DL380 G7 dual socket 6 core -> +45 watts
DL360 G6 single socket 6 core -> +30~ watts
DL380 G5 dual socket -> +100 watts
DL380 G4 single socket -> +100 watts

G4 and G5 base power draw are 300-350 watts, peaking at 500.
G6 base idle draw is 140watts peaking at 200+
G7 base idle draw is about 186 watts peaking at 400+

ESXi 5 advanced settings samples at (default) 100 a second and will force the cpu's and qpi to Maximum idle below 60percent (average of both sockets) - so basically 99% of the folks out there are running in super lame slow mo.

IF you don't set MAX in bios, you end up having a dog of a machine that will ramp up slowly and have poor disk iops on local DAS.

Sadly, it is not fixed.

Got to eat the max power or lose the performance.

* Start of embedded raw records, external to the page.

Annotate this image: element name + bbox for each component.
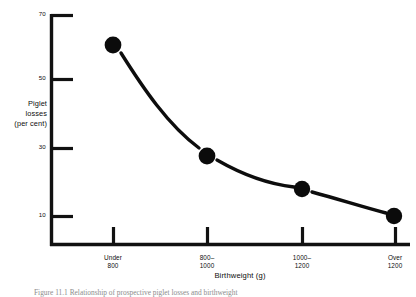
- data-point-1000-1200: [294, 181, 310, 197]
- y-axis-title-line-1: Piglet: [3, 99, 47, 109]
- figure-caption: Figure 11.1 Relationship of prospective …: [34, 288, 406, 297]
- data-curve-segment-3: [312, 192, 386, 213]
- x-tick-label-over-1200-line-2: 1200: [365, 262, 416, 270]
- y-tick-label-50: 50: [20, 74, 46, 81]
- figure-container: 70 50 30 10 Piglet losses (per cent) Und…: [0, 0, 416, 297]
- x-tick-label-1000-1200-line-1: 1000–: [272, 254, 332, 262]
- data-point-over-1200: [386, 208, 402, 224]
- x-tick-label-800-1000-line-2: 1000: [177, 262, 237, 270]
- y-tick-label-10: 10: [20, 211, 46, 218]
- y-tick-label-70: 70: [20, 10, 46, 17]
- x-tick-label-under-800-line-2: 800: [83, 262, 143, 270]
- x-tick-label-1000-1200-line-2: 1200: [272, 262, 332, 270]
- x-tick-label-800-1000-line-1: 800–: [177, 254, 237, 262]
- data-point-800-1000: [199, 148, 216, 165]
- y-tick-label-30: 30: [20, 143, 46, 150]
- x-tick-label-over-1200-line-1: Over: [365, 254, 416, 262]
- y-axis-title-line-3: (per cent): [3, 119, 47, 129]
- x-tick-label-under-800-line-1: Under: [83, 254, 143, 262]
- data-curve-segment-2: [217, 160, 294, 187]
- x-axis-title: Birthweight (g): [160, 272, 320, 281]
- chart-plot-area: [0, 0, 416, 297]
- data-curve-segment-1: [121, 53, 199, 148]
- data-point-under-800: [105, 37, 122, 54]
- y-axis-title-line-2: losses: [3, 109, 47, 119]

What I found was keeping the air cool (portable a/c unit) kept the machines from ramping fans too hot, keeping the power supplies "Right-sized". 717watt power supplies on a machine with 1 socket and 72gb of ram and 6 SSD's is not cool, two of those power supplies - even less efficient. Modern servers now go into 99/1 setup where you stagger the servers left 99% right 1% much like active/passive standby. This allowed you to reach the sweet efficient zone of the power supply more of the time reducing heat waste and power waste.

Not much to say, i'm not a hyper-v man, but I do feel you on this problem with ESXi (3.5 to 5.1b) it's still there. Everyone disables C1E/C states by setting MAX/MAX/MAX performance in the bios and not letting ESXi handle the power.

I run a lot of SQL server virtualized so I know the exact pain you are talking about bro. I also know there are millions of folks out there that would be better off with 1 socket machines (fast quad-core) than two 6-core. Most of these folks were oversold and have two cpu's sitting at P12 most of the day between 5 and 20% utilization.

There's a reason why Intel doesn't make MAD fast xeon quad cores. That's all we'd use. (SQL heads would understand this based on the licensing).